Interestingly, less than two months after my update Sendmail released a new version 8.16.1 . Now it must have been a coincidence that after 5 years of hibernation Sendmail decided to release a new version only a few weeks after I had gone to the trouble of updating my install but I wasn’t about to go through the pain of building, testing and deploying the new version and all its supporting components again.

Sendmail is a rock solid MTA and I could have happily stayed with the 8.15.2 version, but as I had mentioned in that blog post there were bigger concerns about continuing to self-host an email server. I was simply burned out from combating spammers and hackers and since all my emails (including uncaught spam) were forwarded to Gmail, my server’s reputation with Google wasn’t exactly stellar.

The time had come to end self-hosting and migrate to cloud hosting and G Suite was the perfect platform. G Suite by Google is one of several cloud products that companies can migrate their online presence to, including email service for their entire organization.

In my case that decision was even easier since I already had an unused free legacy G Suite account that had been languishing for many years. The legacy account has many limitations compared to the paid versions but it was good enough to proceed with the migration.

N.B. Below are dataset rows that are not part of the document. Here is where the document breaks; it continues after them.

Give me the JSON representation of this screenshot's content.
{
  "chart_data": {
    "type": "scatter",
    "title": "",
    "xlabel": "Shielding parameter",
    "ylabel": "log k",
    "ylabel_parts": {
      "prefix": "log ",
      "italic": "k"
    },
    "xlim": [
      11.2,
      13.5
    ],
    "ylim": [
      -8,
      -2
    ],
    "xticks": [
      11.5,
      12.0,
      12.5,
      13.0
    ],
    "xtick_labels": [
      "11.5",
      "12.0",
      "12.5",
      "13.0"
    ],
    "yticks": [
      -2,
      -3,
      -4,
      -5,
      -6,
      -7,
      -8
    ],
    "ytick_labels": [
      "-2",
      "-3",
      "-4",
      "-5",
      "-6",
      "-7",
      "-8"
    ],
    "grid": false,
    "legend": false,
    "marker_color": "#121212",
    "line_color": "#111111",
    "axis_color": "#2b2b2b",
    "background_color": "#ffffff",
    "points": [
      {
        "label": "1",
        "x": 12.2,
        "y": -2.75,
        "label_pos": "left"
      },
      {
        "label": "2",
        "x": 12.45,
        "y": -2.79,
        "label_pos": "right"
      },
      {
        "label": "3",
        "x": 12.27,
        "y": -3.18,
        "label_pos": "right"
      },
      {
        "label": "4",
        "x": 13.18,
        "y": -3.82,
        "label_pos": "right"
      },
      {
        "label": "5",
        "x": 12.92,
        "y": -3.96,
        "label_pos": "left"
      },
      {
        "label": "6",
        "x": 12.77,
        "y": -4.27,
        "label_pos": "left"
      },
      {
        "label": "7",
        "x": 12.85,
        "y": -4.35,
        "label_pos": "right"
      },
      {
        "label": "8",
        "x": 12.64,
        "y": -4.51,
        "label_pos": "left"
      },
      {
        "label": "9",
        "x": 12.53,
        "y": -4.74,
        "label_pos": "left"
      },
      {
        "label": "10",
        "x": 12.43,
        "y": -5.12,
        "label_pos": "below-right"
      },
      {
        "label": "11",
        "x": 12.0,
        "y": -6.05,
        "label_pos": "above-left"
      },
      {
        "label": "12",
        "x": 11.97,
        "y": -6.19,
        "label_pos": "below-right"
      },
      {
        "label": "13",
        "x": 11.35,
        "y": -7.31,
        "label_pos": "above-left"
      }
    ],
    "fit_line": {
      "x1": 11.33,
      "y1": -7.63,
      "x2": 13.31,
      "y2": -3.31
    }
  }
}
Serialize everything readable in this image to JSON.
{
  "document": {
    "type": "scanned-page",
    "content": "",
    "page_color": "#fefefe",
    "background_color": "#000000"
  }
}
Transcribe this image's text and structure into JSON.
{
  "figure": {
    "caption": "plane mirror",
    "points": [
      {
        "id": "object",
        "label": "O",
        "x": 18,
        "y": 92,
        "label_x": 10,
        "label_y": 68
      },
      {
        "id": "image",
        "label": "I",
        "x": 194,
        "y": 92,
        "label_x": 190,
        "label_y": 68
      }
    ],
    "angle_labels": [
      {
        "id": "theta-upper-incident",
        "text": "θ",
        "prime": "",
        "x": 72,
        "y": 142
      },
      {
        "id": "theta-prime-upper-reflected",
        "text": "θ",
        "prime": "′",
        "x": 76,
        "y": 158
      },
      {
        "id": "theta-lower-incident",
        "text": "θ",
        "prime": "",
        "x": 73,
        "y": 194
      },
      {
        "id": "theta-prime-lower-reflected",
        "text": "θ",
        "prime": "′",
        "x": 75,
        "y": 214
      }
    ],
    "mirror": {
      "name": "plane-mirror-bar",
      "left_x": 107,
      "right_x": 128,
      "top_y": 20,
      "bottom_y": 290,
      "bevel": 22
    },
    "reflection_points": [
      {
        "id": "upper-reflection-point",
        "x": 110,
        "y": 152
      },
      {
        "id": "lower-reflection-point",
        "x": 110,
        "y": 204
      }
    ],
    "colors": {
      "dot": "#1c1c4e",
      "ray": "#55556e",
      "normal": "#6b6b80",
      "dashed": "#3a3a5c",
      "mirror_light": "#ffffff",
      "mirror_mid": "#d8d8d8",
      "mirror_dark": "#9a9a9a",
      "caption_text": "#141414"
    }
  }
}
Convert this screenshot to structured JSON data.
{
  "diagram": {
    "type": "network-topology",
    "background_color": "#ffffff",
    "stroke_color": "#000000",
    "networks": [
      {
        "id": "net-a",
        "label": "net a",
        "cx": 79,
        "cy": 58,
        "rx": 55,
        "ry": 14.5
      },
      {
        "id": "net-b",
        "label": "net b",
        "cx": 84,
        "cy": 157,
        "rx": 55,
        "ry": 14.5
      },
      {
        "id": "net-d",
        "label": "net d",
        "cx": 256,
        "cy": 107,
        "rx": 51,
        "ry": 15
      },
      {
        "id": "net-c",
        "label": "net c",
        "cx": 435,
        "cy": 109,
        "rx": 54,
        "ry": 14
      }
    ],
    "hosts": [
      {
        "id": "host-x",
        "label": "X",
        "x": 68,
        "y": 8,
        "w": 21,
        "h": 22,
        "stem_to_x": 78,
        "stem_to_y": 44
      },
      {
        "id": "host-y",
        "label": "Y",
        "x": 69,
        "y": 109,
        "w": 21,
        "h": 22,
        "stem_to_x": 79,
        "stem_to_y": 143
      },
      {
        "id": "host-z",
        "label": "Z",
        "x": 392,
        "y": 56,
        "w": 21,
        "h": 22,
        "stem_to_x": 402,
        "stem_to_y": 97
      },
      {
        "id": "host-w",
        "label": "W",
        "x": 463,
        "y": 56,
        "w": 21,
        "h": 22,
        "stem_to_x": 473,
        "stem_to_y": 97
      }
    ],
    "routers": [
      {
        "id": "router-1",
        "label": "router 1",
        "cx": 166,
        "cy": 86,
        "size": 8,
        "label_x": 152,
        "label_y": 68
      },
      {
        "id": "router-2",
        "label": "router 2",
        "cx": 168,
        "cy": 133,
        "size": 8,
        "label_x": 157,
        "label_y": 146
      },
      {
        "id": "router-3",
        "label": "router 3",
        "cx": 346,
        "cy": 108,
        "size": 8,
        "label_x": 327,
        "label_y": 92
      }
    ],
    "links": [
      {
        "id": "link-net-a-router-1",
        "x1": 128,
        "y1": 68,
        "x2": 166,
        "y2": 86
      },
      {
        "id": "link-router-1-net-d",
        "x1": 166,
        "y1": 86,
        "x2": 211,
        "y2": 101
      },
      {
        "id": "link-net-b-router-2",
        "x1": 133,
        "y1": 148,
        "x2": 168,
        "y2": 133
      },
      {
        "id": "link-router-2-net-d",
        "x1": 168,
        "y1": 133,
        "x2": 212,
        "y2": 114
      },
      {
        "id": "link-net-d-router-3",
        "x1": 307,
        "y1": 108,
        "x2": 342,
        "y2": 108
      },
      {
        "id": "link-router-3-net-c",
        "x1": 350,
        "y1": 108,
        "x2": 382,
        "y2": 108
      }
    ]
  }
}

I configured hashemian.com as an alias domain for the G Suite account and created two users to handle the 55 or so email addresses. Each user can have a maximum of 30 email aliases which is why two users were needed. After adding all the aliases to the users, I logged into Gmail with each user account and configured them to forward all incoming emails to my regular Gmail account and then to delete those emails.

The final step was to the configure the DNS MX records and emails bound for hashemian.com started to flow to the G Suite users and subsequently to my regular Gmail inbox.

Since my Sendmail install was no longer used to receive email, I blocked it from all outside traffic to stop all spam attempts from external hosts. Scanning the maillog file proved that all spam activity directed at my server had come to a halt which also had a nice side effect of significantly lowering the stress on my server.

Sendmail isn’t completely gone from my server. It’s still used to send out all internal and web page generated messages. At this point I can fully disable it and use a lightweight outbound SMTP program such as ssmtp, msmtp, or nullmailer to submit emails via Gmail’s SMTP relay service. Perhaps some day that may happen, but for now Sendmail is working fine sending outbound messages without much stress on the server, so there’s little reason for me to fully terminate it.

After over 10 years with Sendmail, it was time to hand the email service reigns over to the cloud and so far the only regret is not doing it sooner. My server isn’t the only one benefiting. I also have a lot less stress since the migration.

* G Suite is now known as Google Workspace.